On Christmas Day, Indian Prime Minister Narendra Modi visited a church in Delhi and offered prayers, even as members of hardline Hindutva groups backed by his party and government went on the rampage against Christians in different states across the country, attacking them and obstructing religious practices.
Most of the attacks took place in BJP-ruled states such as Madhya Pradesh, Uttar Pradesh, Rajasthan, Assam and Haryana.
In Assam’s Nalbari district, the Bajrang Dal vandalised a Christian missionary school. This organisation, along with the Vishwa Hindu Parishad (VHP), took an aggressive stance against Christmas celebrations in various states.
Similar incidents occurred on December 24 across several BJP-ruled states, including cities such as Jaipur, Vidisha, Bhopal, Guwahati, Bareilly and Indore. Members of the VHP and Bajrang Dal attacked shopping malls, schools, shops, and even people celebrating the festival.
In Kerala’s Palakkad district, members of the Rashtriya Swayamsevak Sangh (RSS), a far-right Hindu nationalist organisation, of which Modi is also a member, went door to door in Pudusseri village and stopped people from singing Christmas carols. In Haridwar, in BJP-ruled Uttarakhand, a Christmas programme at a hotel run by the state tourism department on the banks of the Ganges was halted.
What is striking is that the BJP did not protest these attacks. There was no condemnation or statement from the central government.
The Modi government’s approach to violence against minority communities reveals a troubling double standard. New Delhi remains conspicuously silent when Christians and Muslims face attacks within India but becomes strikingly vocal when incidents involving Hindus occur in neighbouring countries. This selective outrage exposes political hypocrisy.
In recent years, India has witnessed repeated attacks on religious minorities, particularly Christians, during festivals, prayer meetings and routine religious practices. Christmas celebrations disrupted by Hindutva groups, churches vandalised, carol singers stopped, and worshippers assaulted are no longer aberrations but recurring events.
These incidents are concentrated largely in BJP-ruled states and often involve organisations ideologically aligned with the ruling party. Yet official condemnation from the highest levels of government is either absent or muted. The prime minister, senior ministers and party leadership rarely acknowledge these attacks, let alone take responsibility for creating an environment of impunity.
The Modi government has maintained this stance despite reports in many Indian and many international media outlets.
Recently, the Catholic Bishops’ Conference of India “unequivocally condemned” what it described as an “alarming” rise in targeted attacks on Christians across the Hindu-majority country. Human rights organisations have also accused Hindu vigilante groups of vandalising churches, ransacking Christmas decorations and threatening people celebrating Christmas in multiple locations. Christian watchdog Open Doors said it recorded more than 60 alleged attacks targeting Christians across India during the Christmas period.
Amid this, on Friday—a day after Christmas—the Indian Ministry of External Affairs held its regular briefing, where spokesperson Randhir Jaiswal answered various questions from journalists but made no comments on protests and attacks by Hindutva groups targeting Bangladesh missions in different Indian states, or on the series of attacks against Christians during Christmas.
This silence is not accidental. It reflects a political calculation in which acknowledging minority persecution would challenge the ideological foundation of Hindu majoritarianism that the ruling establishment has carefully nurtured.
By downplaying or ignoring such violence, the government effectively normalises it. Law enforcement responses tend to be selective, with victims sometimes criminalised under allegations of forced conversion, while perpetrators walk free or face minimal consequences. Violence against minorities appears tolerable so long as it aligns with the dominant ideological narrative.
In sharp contrast, the BJP government is quick to issue statements, summon diplomats, or raise concerns at international forums when reports of violence against Hindus emerge in neighbouring countries. Isolated incidents are framed as systemic persecution, and moral outrage is amplified through official briefings, social media campaigns and sympathetic media outlets.
This asymmetry raises uncomfortable questions. If religious violence is unacceptable in principle, why does that principle apply selectively? Why does India demand accountability from other governments while evading it at home?
Such double standards carry serious consequences. They erode India’s credibility as a democratic republic committed to secularism. When the government speaks loudly about minority rights abroad but remains silent at home, it weakens its diplomatic standing and invites accusations of hypocrisy. More dangerously, it signals to extremist elements within the country that state power will shield them, fostering a culture of impunity that threatens social cohesion.
Until the Modi government confronts violence against minorities within its own borders with the same urgency it displays abroad, its claims of moral authority will ring hollow—both at home and on the global stage.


Directions for this task: Check every line of the data below for "button". Copy each one that has it.
*** Information Section Begins ***
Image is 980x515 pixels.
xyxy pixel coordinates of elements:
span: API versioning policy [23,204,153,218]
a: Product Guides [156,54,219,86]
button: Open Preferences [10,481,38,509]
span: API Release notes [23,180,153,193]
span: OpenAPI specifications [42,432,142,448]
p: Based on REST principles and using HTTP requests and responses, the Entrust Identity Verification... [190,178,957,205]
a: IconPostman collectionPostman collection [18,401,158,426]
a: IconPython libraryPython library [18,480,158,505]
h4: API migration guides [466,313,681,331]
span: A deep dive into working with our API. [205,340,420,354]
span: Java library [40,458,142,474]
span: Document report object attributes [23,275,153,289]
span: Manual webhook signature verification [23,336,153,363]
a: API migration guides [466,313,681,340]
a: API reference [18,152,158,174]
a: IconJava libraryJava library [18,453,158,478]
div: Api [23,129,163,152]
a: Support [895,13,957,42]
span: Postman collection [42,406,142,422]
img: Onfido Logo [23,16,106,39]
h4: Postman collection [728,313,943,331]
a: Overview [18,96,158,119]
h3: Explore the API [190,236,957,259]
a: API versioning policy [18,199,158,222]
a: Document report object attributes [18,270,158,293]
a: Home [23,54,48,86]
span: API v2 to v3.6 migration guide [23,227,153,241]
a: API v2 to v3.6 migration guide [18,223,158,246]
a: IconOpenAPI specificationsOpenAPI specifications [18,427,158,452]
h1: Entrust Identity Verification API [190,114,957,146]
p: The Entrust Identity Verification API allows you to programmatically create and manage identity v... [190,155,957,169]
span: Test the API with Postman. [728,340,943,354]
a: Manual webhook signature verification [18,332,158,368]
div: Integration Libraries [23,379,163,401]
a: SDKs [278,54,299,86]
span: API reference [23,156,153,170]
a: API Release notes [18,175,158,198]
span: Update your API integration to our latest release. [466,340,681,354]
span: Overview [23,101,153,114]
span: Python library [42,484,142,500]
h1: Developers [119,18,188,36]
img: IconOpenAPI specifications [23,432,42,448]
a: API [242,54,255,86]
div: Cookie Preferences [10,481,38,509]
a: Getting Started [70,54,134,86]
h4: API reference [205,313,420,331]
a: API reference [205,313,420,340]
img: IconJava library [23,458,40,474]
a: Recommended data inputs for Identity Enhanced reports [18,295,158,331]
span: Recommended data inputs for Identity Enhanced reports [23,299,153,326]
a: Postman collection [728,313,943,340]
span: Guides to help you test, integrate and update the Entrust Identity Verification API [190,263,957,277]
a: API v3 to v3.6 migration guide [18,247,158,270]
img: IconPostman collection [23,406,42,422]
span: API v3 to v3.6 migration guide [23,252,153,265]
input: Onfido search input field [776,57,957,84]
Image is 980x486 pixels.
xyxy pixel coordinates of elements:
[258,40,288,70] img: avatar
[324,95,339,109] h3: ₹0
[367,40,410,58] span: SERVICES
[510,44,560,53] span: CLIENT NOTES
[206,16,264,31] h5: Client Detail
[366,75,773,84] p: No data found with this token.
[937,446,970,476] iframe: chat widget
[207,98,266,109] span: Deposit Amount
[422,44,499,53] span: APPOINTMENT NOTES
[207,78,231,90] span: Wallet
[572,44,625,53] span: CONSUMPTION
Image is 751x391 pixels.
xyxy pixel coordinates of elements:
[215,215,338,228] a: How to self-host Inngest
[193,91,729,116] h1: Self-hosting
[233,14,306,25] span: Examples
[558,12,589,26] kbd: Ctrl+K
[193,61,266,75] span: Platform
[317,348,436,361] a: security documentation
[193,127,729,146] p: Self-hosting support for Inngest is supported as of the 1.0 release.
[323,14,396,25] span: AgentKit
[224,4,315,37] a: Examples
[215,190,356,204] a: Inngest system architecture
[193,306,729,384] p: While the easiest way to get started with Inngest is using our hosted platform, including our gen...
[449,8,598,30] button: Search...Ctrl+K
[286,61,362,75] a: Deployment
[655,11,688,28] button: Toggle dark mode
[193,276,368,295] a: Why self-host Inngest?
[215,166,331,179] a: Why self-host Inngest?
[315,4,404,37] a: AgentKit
*** Information Section Ends ***
Response box:
button: Open Preferences [10,481,38,509]
[449,8,598,30] button: Search...Ctrl+K
[655,11,688,28] button: Toggle dark mode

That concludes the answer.